Old Kâsim's eyes were growing a little dim for the things of this world; perhaps he saw those of the next more clearly in consequence. "There be good men on both sides, Most-Clement. A flat face and split eyes count no more than a red-cap when we have lost clothes and bodies at the Day-of-Judgment."
The shrewd commonsense of the remark clung to Babar's receptive brain long after the speaker had gone to his account.
"Yea, I am restless," admitted Babar to calm Mahâm. "I cannot help it, my moon! I am not made as thou art. There was a book at Samarkand when I was a lad that treated of the Great Waters. And it said they rose and fell as the moon waxed and waned. So 'tis thou who art responsible, sweetheart; though God knows, thou art ever full moon to me." And he sat down instantly to write a rubai on that fancy. He had not half finished it, however, when news came that drove everything else out of his head.

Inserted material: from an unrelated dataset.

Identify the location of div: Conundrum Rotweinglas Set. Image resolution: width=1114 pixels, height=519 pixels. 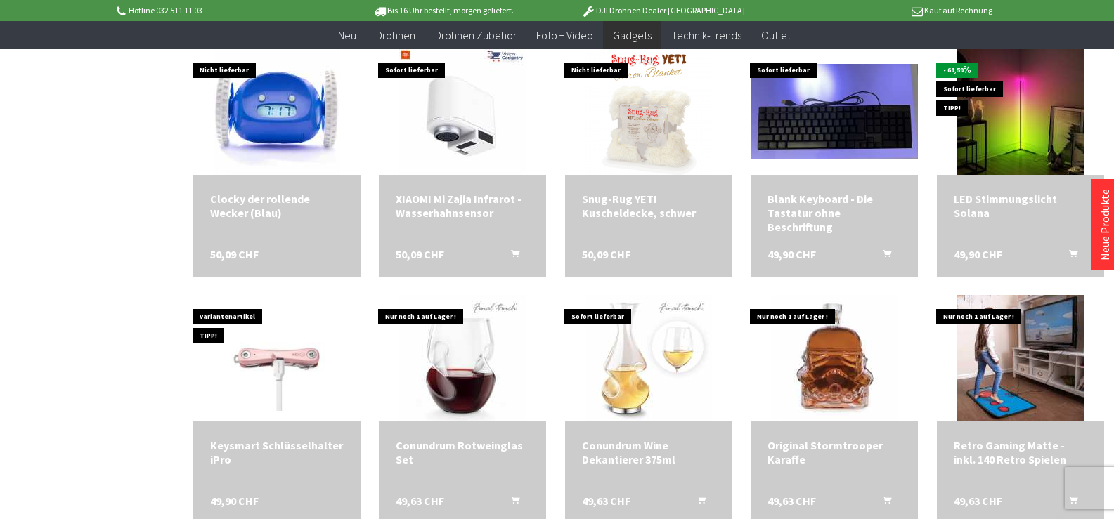
(462, 453).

Shâh-Ismael had defeated Shaibâni in full force at Meru; the Usbek-raider was dead, smothered in a band of escaping Mongols.

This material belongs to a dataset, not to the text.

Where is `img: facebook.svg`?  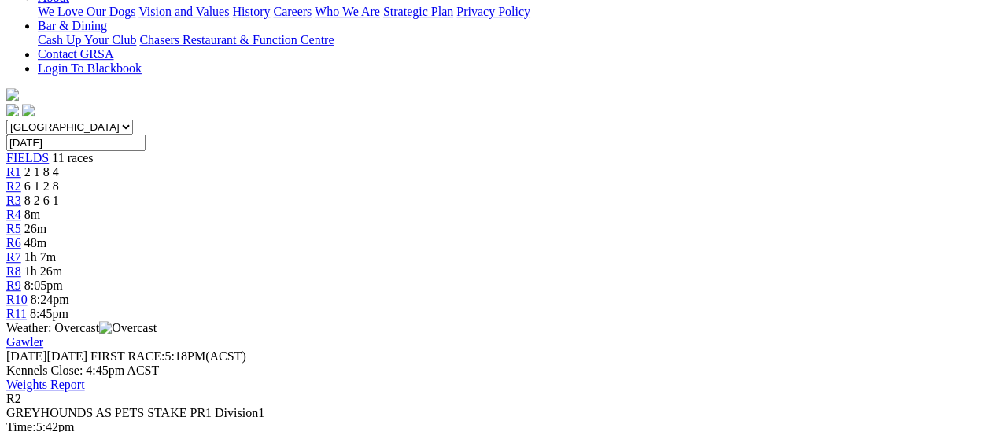 img: facebook.svg is located at coordinates (13, 110).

"I must go," muttered the young King hoarsely; "I must go. Samarkand is mine by right."
So, with hardly more than an hour's preparation he was off, though it was the dead of winter, across the snows to join forces with his cousin of Badakhshân.
The fighting fever was on him once more. He could not, he did not even try, to resist it. And Mahâm let him go; she was too wise to attempt to chain her wild hawk.
"When spring comes we will meet in Samarkand," she said quietly.
He took Haidar, the boy, with him though, because the lad wept and refused to be left behind. And right proud was the lad, when at the very first fight, it was the opportune arrival of a party of his father's old retainers who had come out to join their young master, that turned the tide of victory towards Babar.
"Let the name of Haidar Mirza be inscribed on the first trophy," said the Emperor smiling; and the boy's blood went in a surge of sheer delight to his face.